The Asia Sentinel pointed me to a long, but very insightful and sobering article about the background causes, from some insiders’ viewpoint, of the US financial turmoil. The author of the article entitled “The End” is none other than the famed Michael Lewis, author of bestselling books like Liar’s Poker and The New New Thing, who incidentally is also one of my favorite authors. Before taking up his writing career, he had worked for Salomon Brothers in the 1980s, which job prompted him to write Liar’s Poker, a book that exposed the darker side of Wall Street two decades ago.
From the Sentinel:
I think Lewis hit the nail on the head when he said the problem with Wall Street is with the system of incentives that channeled the greed. I’ve read somewhere that on average each Goldman Sachs staff earned US$600,000 last year. And at AIG Financial Products in London, where the head count was 377, each staff on average used to earn more than US$1 million a year before the bailout. It goes without saying that the most obscene compensation packages went to the CEOs.

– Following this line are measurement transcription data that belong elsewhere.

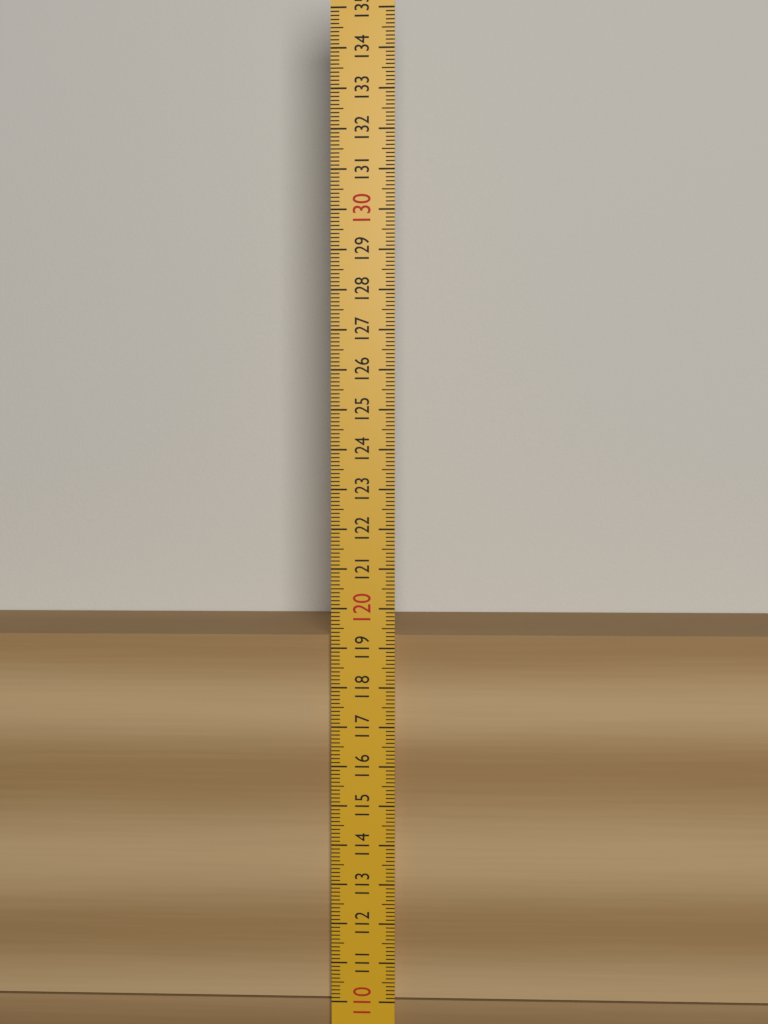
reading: 119.3 (no unit)
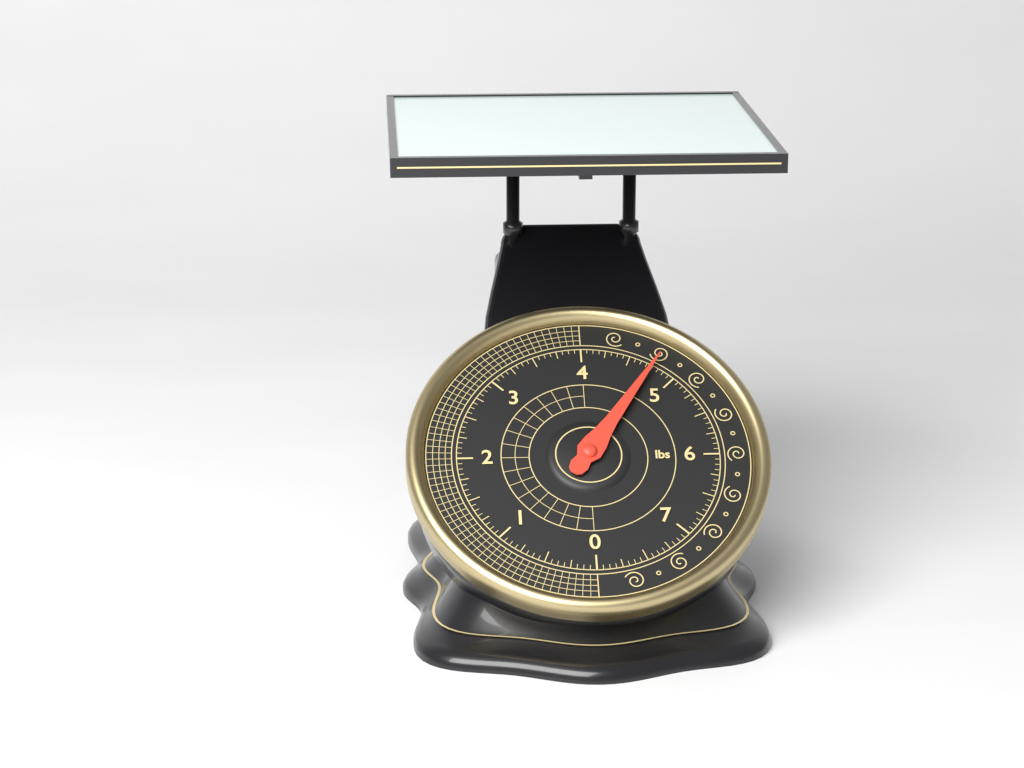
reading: 4.7500 lbs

Obscene? Criminally so. I’ll never see that much money ever. When I was 24, I was beginning a long slow slide to the financial bottom, that I spent the last decade crawling out of. Even at that, its pretty much guaranteed, short of winning the lottery, I will never, ever, see that much money. Neither will most other normal people. This kind of thing is one reason I can’t side with the people who passionately defend such salaries as being in the country’s best interests.
One big lesson that the last decade taught me, is that its not how much money you make-its how little you spend. I lived a pretty nice life in Asia for relatively little money. Now back in the land of the free and the home of the brave-not so much. Every time I turn around its always something.
It does show though that the money is out there to jump start the world for the rest of us-if it can be pried from their greedy little fingers. I’m not holding my breath waiting for that.